Goodall is best known for her study of chimpanzee social and family life. She began studying the Kasakela chimpanzee community in Gombe Stream National Park, Tanzania, in 1960. Without collegiate training directing her research, Goodall observed things that strict scientific doctrines may have overlooked. Instead of numbering the chimpanzees she observed, she gave them names such as Fifi and David Greybeard, and observed them to have unique and individual personalities, an unconventional idea at the time.
Goodall's research at Gombe Stream is best known to the scientific community for challenging two long-standing beliefs of the day: that only humans could construct and use tools, and that chimpanzees were vegetarians.
With nineteen offices around the world, the JGI is widely recognised for community-centred conservation and development programs in Africa. Its global youth program, Roots & Shoots began in 1991 when a group of 16 local teenagers met with Goodall on her back porch in Dar es Salaam, Tanzania.
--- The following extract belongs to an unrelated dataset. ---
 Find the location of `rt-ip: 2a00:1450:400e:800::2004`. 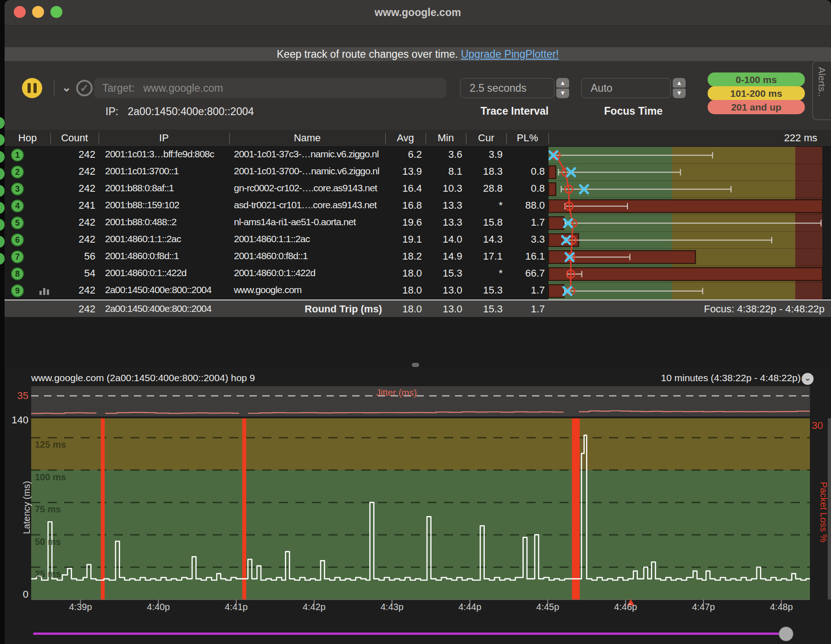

They were eager to discuss a range of problems they knew about from first-hand experience that caused them deep concern. The organisation now has over 10,000 groups in over 100 countries.
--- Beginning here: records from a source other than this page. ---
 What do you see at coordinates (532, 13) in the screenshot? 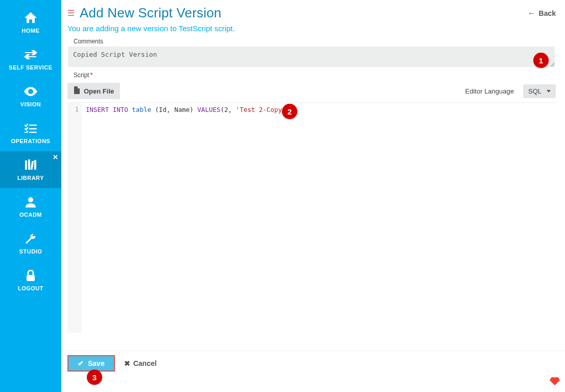
I see `arrow-left-icon: ←` at bounding box center [532, 13].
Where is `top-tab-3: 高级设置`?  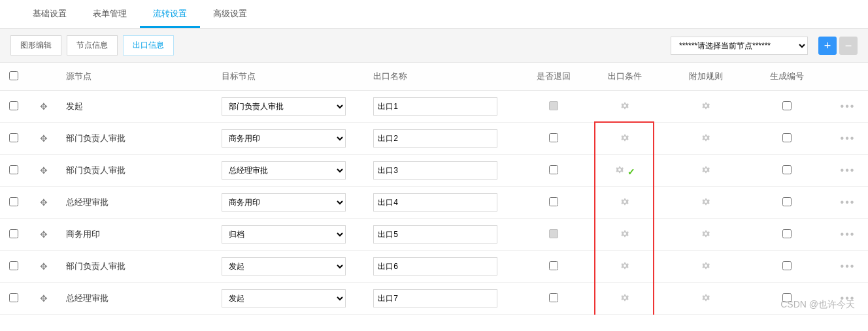
top-tab-3: 高级设置 is located at coordinates (230, 14).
Goodall credits the 1986 Understanding Chimpanzees conference, hosted by the Chicago Academy of Sciences, with shifting her focus from observation of chimpanzees to a broader and more intense concern with animal-human conservation. She is the former president of Advocates for Animals, an organisation based in Edinburgh, Scotland, that campaigns against the use of animals in medical research, zoos, farming and sport.